Potentially HIV positive and high-viral-load blood specimens are transported via motorbike.

The driver dismounts, removes the blue cooler, and carries it over to the receptionist’s desk. She extracts a pair of translucent plastic packs, which in turn contain a set of thin, stoppered vials full of dark red blood. The vials each have barcode stickers, which are read by a hand scanner. The receptionist also enters several columns of information manually into a spreadsheet. This includes information on the specimen’s origin and its departure and arrival time, which is connected to the laboratory information system.

We’re witnessing the intake process for potentially HIV positive and high-viral-load blood specimens.

Notebooks and pens in hand, we pepper the staff with questions: Is there a regular schedule for the referral of testing samples from healthcare facilities to the regional lab? Yes. Can we have a copy for mapping? Of course, but it’s all on paper. How often does any particular facility send samples to the lab? Once per week. Do you know how long it takes to return the results? It should be about one week, but it could be longer.  Does part of the intake process always involve manual data entry? Yes, unfortunately, but some diagnostic machines such as CD4 and hematology are linked directly to the LIS. Is there anyone checking on this data in terms of structure and quality? The lab has a data quality team of 5 persons. Are all of your machines functioning right now? There’s one that’s been out for a little while, but it should be on the repair list.

Later, when we’re back at EPHI, I check my freshly built map. It tracks the national inventory of CD4 counters, and, sure enough, there’s a point for the AARL indicating that a machine is in need of repair.  All of this process graphing points to positive signs that our spatial data integrations could work.

One of the LIS staff from EPHI has accompanied us to AARL. We brief the lab director about the BD-PEPFAR program and our GIS project for viral load testing and equipment maintenance tracking. Meanwhile, the LIS staff downloads five years of viral load specimen data for us onto a USB stick. We’ll be able to pair this dataset with the one from EPHI.
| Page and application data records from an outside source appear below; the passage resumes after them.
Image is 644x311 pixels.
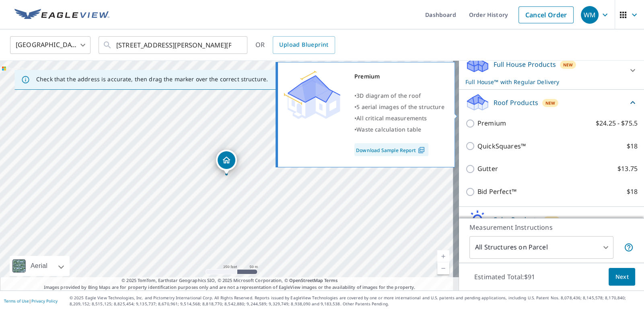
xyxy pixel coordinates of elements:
div: All Structures on Parcel [470,236,613,259]
div: Full House ProductsNewFull House™ with Regular Delivery [465,55,637,86]
p: Estimated Total: $91 [468,268,541,285]
span: Upload Blueprint [279,40,328,50]
p: Roof Products [494,98,538,107]
span: 3D diagram of the roof [356,92,421,99]
img: Premium [284,71,340,119]
img: EV Logo [15,9,109,21]
p: Premium [477,118,506,128]
p: © 2025 Eagle View Technologies, Inc. and Pictometry International Corp. All Rights Reserved. Repo... [70,295,640,307]
img: Pdf Icon [416,146,427,154]
span: New [563,61,573,68]
a: Terms [324,277,337,283]
a: Privacy Policy [31,298,57,304]
p: Check that the address is accurate, then drag the marker over the correct structure. [36,76,268,83]
input: Search by address or latitude-longitude [116,34,231,56]
span: © 2025 TomTom, Earthstar Geographics SIO, © 2025 Microsoft Corporation, © [121,277,337,284]
div: [GEOGRAPHIC_DATA] [10,34,91,56]
a: Current Level 17, Zoom In [437,251,449,263]
p: $18 [627,186,637,197]
a: Terms of Use [4,298,29,304]
div: • [355,124,445,135]
a: Cancel Order [519,6,574,23]
p: $24.25 - $75.5 [596,118,637,128]
span: 5 aerial images of the structure [356,103,444,110]
p: Solar Products [494,215,539,225]
span: Waste calculation table [356,126,421,133]
div: • [355,102,445,113]
span: New [546,100,555,106]
span: Your report will include each building or structure inside the parcel boundary. In some cases, du... [624,243,634,252]
p: Gutter [477,164,498,174]
div: Aerial [28,256,50,276]
div: WM [581,6,599,24]
p: Bid Perfect™ [477,186,516,197]
p: QuickSquares™ [477,141,526,151]
a: Upload Blueprint [273,36,335,54]
div: • [355,113,445,124]
a: OpenStreetMap [289,277,323,283]
div: Dropped pin, building 1, Residential property, 2406 Hudson Rd Cope, SC 29038 [216,150,237,175]
a: Download Sample Report [355,143,428,156]
p: Measurement Instructions [470,222,634,232]
span: New [547,217,557,224]
div: Solar ProductsNew [465,210,637,229]
span: Next [615,272,628,282]
p: Full House Products [494,59,556,69]
button: Next [609,268,635,286]
div: OR [256,36,335,54]
span: All critical measurements [356,114,427,122]
div: • [355,90,445,102]
p: $18 [627,141,637,151]
div: Premium [355,71,445,82]
p: | [4,298,57,303]
p: $13.75 [617,164,637,174]
a: Current Level 17, Zoom Out [437,263,449,275]
p: Full House™ with Regular Delivery [465,78,623,86]
div: Aerial [10,256,70,276]
div: Roof ProductsNew [465,93,637,112]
Our assessment takes about an hour and a half. Anmol has a conference call to make, so the rest of us decide to walk the ½km back to the hotel to work. Before we’re even past the laboratory gates a man walks up beside me and spits on the ground, getting a few flecks of it on my pants. I try to explain that everything’s fine and not to worry while I walk, but he insists on wiping the side of my leg with a cloth.

Abruptly the man turns to leave. I quickly realize that my Android is no longer in my pocket. I stop him just before he darts into the street. He returns my phone with a sheepish shrug. I suppose no harm has been done, but from now on I’ll keep my phone in my zippered pocket.
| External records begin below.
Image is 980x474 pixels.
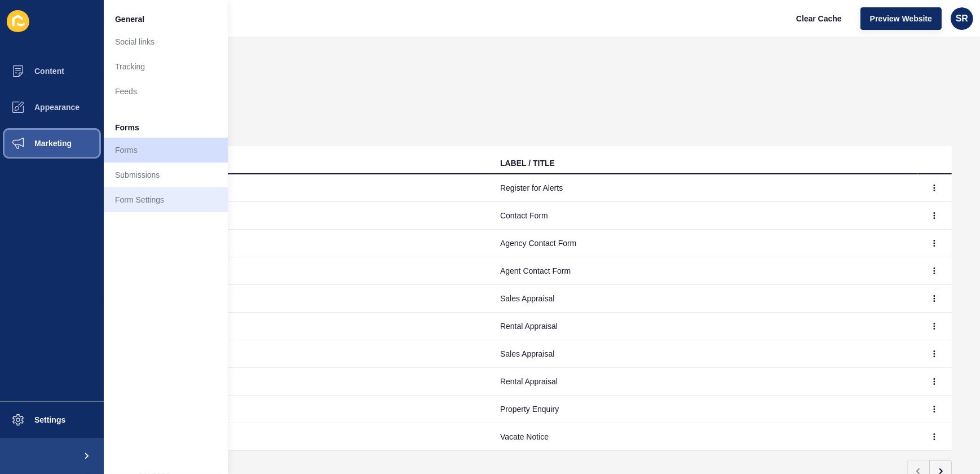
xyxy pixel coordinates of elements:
td: Agency Contact Form [64,230,491,257]
span: General [115,14,144,25]
span: Forms [115,122,139,134]
td: Agent Sales Appraisal [64,340,491,368]
div: LABEL / TITLE [500,157,555,168]
span: Preview Website [870,13,932,25]
a: Form Settings [103,188,228,212]
button: Preview Website [860,7,942,30]
td: Property Enquiry [64,395,491,424]
td: Property Enquiry [491,395,918,424]
td: Sales Appraisal [491,340,918,368]
h1: Forms [64,65,952,81]
td: Register for Alerts [491,175,918,202]
td: Register for Alerts [64,175,491,202]
td: Agent Contact Form [64,257,491,285]
p: Create/edit forms [64,81,952,105]
a: Submissions [103,163,228,188]
td: Sales Appraisal [491,285,918,313]
span: Clear Cache [796,13,842,25]
td: Vacate Notice [64,424,491,451]
td: Sales Appraisal [64,285,491,313]
td: Agent Contact Form [491,257,918,285]
a: Tracking [103,54,228,79]
button: Clear Cache [786,7,851,30]
td: Rental Appraisal [491,313,918,340]
a: Social links [103,29,228,54]
td: Contact Form [491,202,918,230]
a: Forms [103,137,228,163]
td: Vacate Notice [491,424,918,451]
td: Agent Rental Appraisal [64,368,491,395]
span: SR [955,13,968,25]
td: Rental Appraisal [491,368,918,395]
td: Generic Contact Form [64,202,491,230]
td: Rental Appraisal [64,313,491,340]
td: Agency Contact Form [491,230,918,257]
a: Feeds [103,79,228,103]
Back in our hotel conference room, Adam loads the AARL data into Tableau while Jessica and Anmol take over on Excel. We grind through another marathon geocoding and data cleaning session. By late-afternoon Monday, our vision is blurry, and the team is in dire need of food and caffeine.
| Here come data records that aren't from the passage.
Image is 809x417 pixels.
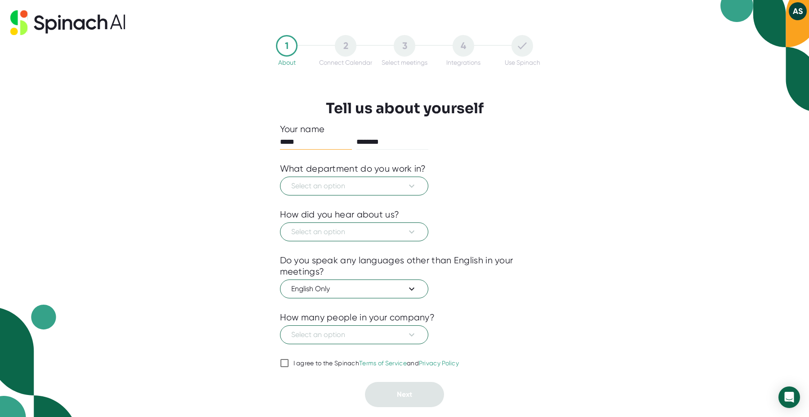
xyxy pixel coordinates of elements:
div: Do you speak any languages other than English in your meetings? [280,255,530,277]
a: Terms of Service [359,360,407,367]
div: Integrations [446,59,481,66]
button: AS [789,2,807,20]
div: 1 [276,35,298,57]
div: About [278,59,296,66]
a: Privacy Policy [419,360,459,367]
div: 3 [394,35,415,57]
div: How many people in your company? [280,312,435,323]
span: English Only [291,284,417,294]
div: Use Spinach [505,59,540,66]
button: Select an option [280,223,428,241]
div: 4 [453,35,474,57]
div: Select meetings [382,59,428,66]
h3: Tell us about yourself [326,100,484,117]
div: Open Intercom Messenger [779,387,800,408]
button: Select an option [280,177,428,196]
div: Your name [280,124,530,135]
div: Connect Calendar [319,59,372,66]
button: English Only [280,280,428,298]
button: Next [365,382,444,407]
div: 2 [335,35,356,57]
span: Next [397,390,412,399]
span: Select an option [291,227,417,237]
span: Select an option [291,330,417,340]
button: Select an option [280,325,428,344]
div: I agree to the Spinach and [294,360,459,368]
div: What department do you work in? [280,163,426,174]
span: Select an option [291,181,417,192]
div: How did you hear about us? [280,209,400,220]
But there’s good news: the data model derived from our EPHI work last week turns out to work for us once again, with only minor variations. We can see age and gender distributions sprouting, along with the spatial distribution of the specimen network for Addis subdivided by scheduled day, testing frequencies and viral load results. Now that we’ve completed data cleanup and formatting on a second major lab, there’s every reason to believe that most every LIS system in Ethiopia — at least those from the same vendor — ought to allow us to back out a spatial understanding of the specimen referral network.

My long-deferred idea from four years ago is one small step closer to reality.